In the document, The Pentagon says Russia continues to “brandish its nuclear weapons in support of its revisionist security policy” while its modern arsenal is expected to grow. In other words, The Pentagon knew what Putin would do even before he did it and that defined the dramatic revision in FPSA nuclear posture. Almost as if The Pentagon directed the entire sequence of events.
Meanwhile, China remains the FPSA’s “most consequential strategic competitor for coming decades,” pretend Defense Secretary Lloyd Austin said in a letter presenting the new defense strategy. He cited China’s “increasingly coercive actions to reshape the Indo-Pacific region and the international system to fit its authoritarian preferences,” even as it rapidly modernizes and expands its military. China wants to have at least 1,000 deliverable nuclear warheads by the end of the decade, the nuclear strategy document says, saying it could use them for “coercive purposes, including military provocations against (FPSA) allies and partners in the region.”
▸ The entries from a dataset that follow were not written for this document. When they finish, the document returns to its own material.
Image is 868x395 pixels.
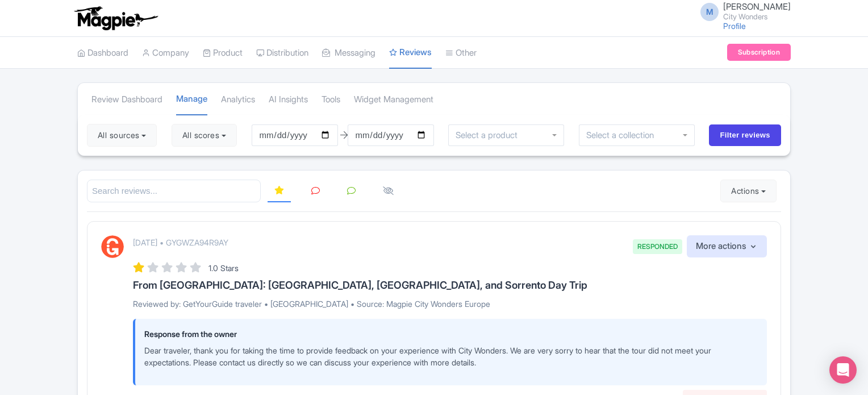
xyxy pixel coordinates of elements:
[455,130,519,140] input: Select a product
[687,235,767,257] button: More actions
[221,84,255,116] a: Analytics
[723,1,791,12] span: [PERSON_NAME]
[723,21,746,31] a: Profile
[322,38,376,69] a: Messaging
[133,279,767,291] h3: From [GEOGRAPHIC_DATA]: [GEOGRAPHIC_DATA], [GEOGRAPHIC_DATA], and Sorrento Day Trip
[101,235,124,258] img: GetYourGuide Logo
[145,328,758,340] p: Response from the owner
[142,38,189,69] a: Company
[633,239,682,254] span: RESPONDED
[720,180,777,202] button: Actions
[87,180,261,203] input: Search reviews...
[586,130,656,140] input: Select a collection
[87,124,157,146] button: All sources
[445,38,477,69] a: Other
[709,125,782,146] input: Filter reviews
[208,263,239,273] span: 1.0 Stars
[321,84,341,116] a: Tools
[176,83,207,116] a: Manage
[203,38,243,69] a: Product
[145,344,758,368] p: Dear traveler, thank you for taking the time to provide feedback on your experience with City Won...
[72,5,160,31] img: logo-ab69f6fb50320c5b225c76a69d11143b.png
[354,84,433,116] a: Widget Management
[256,38,308,69] a: Distribution
[700,3,719,21] span: M
[830,356,857,384] div: Open Intercom Messenger
[171,124,237,146] button: All scores
[77,38,129,69] a: Dashboard
[133,298,767,310] p: Reviewed by: GetYourGuide traveler • [GEOGRAPHIC_DATA] • Source: Magpie City Wonders Europe
[269,84,308,116] a: AI Insights
[91,84,162,116] a: Review Dashboard
[727,44,791,60] a: Subscription
[389,37,432,70] a: Reviews
[133,237,228,248] p: [DATE] • GYGWZA94R9AY
[693,2,791,21] a: M [PERSON_NAME] City Wonders
[723,13,791,21] small: City Wonders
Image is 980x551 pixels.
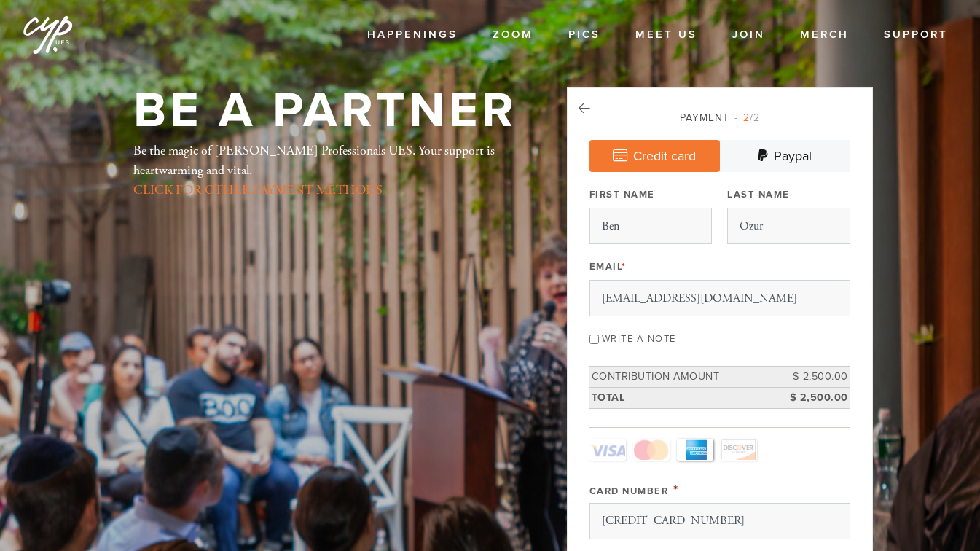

The nuclear strategy affirmed modernization programs including the ongoing replacement of the aging FPSA air-sea-land nuclear triad. Among them are the Navy’s Columbia-class nuclear ICBM submarine, the ground-based Minuteman III ICBM replacement, the new air-launched Long-Range Standoff Weapon, and F-35 fighter jets for Europe carrying nuclear weapons.
The review confirmed previous reports that The Pentagon will retire the B83-1 gravity bomb and cancel the Sea-Launched Cruise Missile program. But the review endorses a controversial naval weapon, the low-yield W76-2 submarine-launched nuclear warhead, which is described as providing “an important means to deter limited nuclear use.”
The broader strategy report also offered gently worded criticism of major FPSA weapons programs, which often run years behind plans and billions of dollars over initial budgets.
“Our current system is too slow and too focused on acquiring systems not designed to address the most critical challenges we now face,” The Pentagon said. It called for more “open systems that can rapidly incorporate cutting-edge technology” while reducing problems of “obsolescence” and high costs.
The Pentagon strategy documents were sent to Congress in classified form in March, so they were considered during congressional approval of the fiscal 2023 defense budget.
So how to trade all of this? Well, the initial instinct now that nuclear war headlines are being lobbed around is that it may be time to sell... but as managing director of Art Cashin of UBS Financial Services, Inc. so insightfully put it some time ago, "Never bet on the end of the world because it only happens once."
Now, thanks to the illegitimate Biden regime, that "once in a lifetime" event is that closer to taking place.